Despite my best efforts, every now and then something my teachers taught actually sank in. Not always for the better, mind you, but a few things sank in.
I remember one teacher claiming the moon landing was faked, although with that particular teacher it was hard to know how serious to take such proclamations. I also remember the same teacher saying that the Fellowship of Christian Athletes should sit for pictures and the “nobodies” should get to the other side. (I was Christian but not an athlete and not particularly keen on fellowship so I guess I counted as a nothing.)
Another teacher declared a girl in my class as “Most Likely to Become a Battered Wife” and would occasionally bring it up over the course of the year. I remember him talking about how females had a higher body fat levels than men and he said that he hoped the girl had the extra fat in her head because she’d need it to absorb the blows.
I also remember a teacher dealing with my hyperness and incessant yet random foot tapping by saying that if I didn’t stop it, she’d kiss me on the cheek in front of the class to embarrass me. It worked, although I was pretty good at embarrassing myself on my own. (Now days, of course, I’d be forced on to drugs if I tapped my feet too much.)
There were a lot of good things that stuck with me, too. I’ve already mentioned my issues with “wh-” words and how even Japan can’t break that. The teacher who threatened kiss me (Mrs. Gray?) was also a great English teacher. I also remember Mrs. Rickman, who invented the Vulcan death grip, and gave a great lesson on how a sheet of paper could go quietly into a trash bin without first being noisily crushed between teenaged hands. She’s also the first teacher I’ve ever seen attempt to bribe a student into not saying “ain’t” by putting 10 dimes in an envelope and taking one out every time he said “ain’t.” Any money left at the end of the week he got to keep.
I remember Mr. Fowler using a game to demonstrate how easy lending led to a farm collapse and depression in the late 1800’s. I still remember how silent those who’d been the richest got when they saw the year’s farm reports and realized they were busted flat.
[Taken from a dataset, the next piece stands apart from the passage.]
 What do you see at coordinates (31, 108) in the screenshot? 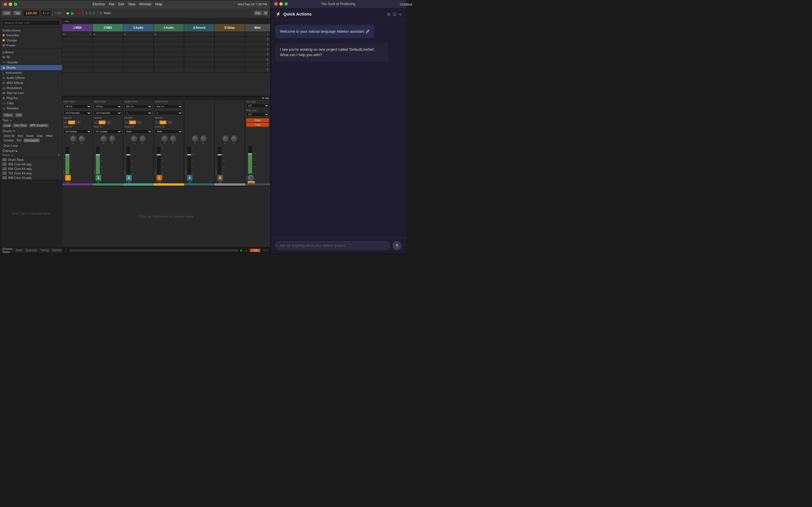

The one that’s probably influenced me most as a teacher though, was Mr. Wagner’s “Who are you? and Why are you here?” introduction to American Literature when I was a junior. He basically told us that if we didn’t want to be in the class we were free to leave. In fact, we could drop out of school completely if we wanted. Our parents might go mental but they couldn’t stop us. The lesson was that if we were in class we were there because we chose to be there and, by choosing to be in class, we also chose to follow certain rules. I think I only saw him lose control of the class twice and there was the one time that everyone in my class cheated off one student when we were assigned to write about Ralph Waldo Emerson’s essay “Self-Reliance“. This was also his chance to give a concrete example of irony.
(For the record, I did not cheat. Rather, I failed to do the assignment at all.)
I use a variation of this talk here in Japan, especially when teaching high school first graders (10th grade). Many students who came through the system at the the school where I work got used to being able to get away with not studying and being difficult in class. The Japanese system requires that they attend and that the school take them. At age 15, after completing 9th grade, they can drop out. The bad habits they developed in junior high can persist, though, and even today a few of them were starting to revert to their old ways.
I wrote on the board:
You don’t have to be here.
If you don’t want to be here, you may leave.
If you choose to be in this class, you must work.
I said if they needed to sleep, they were welcome to go somewhere and sleep. If they wanted to talk to their friend, they and there friend were welcome to go some place and talk. I also reminded them that I could send them out if I needed to.
A few of them quieted down, at least for now. I have a former to teacher to thank for that.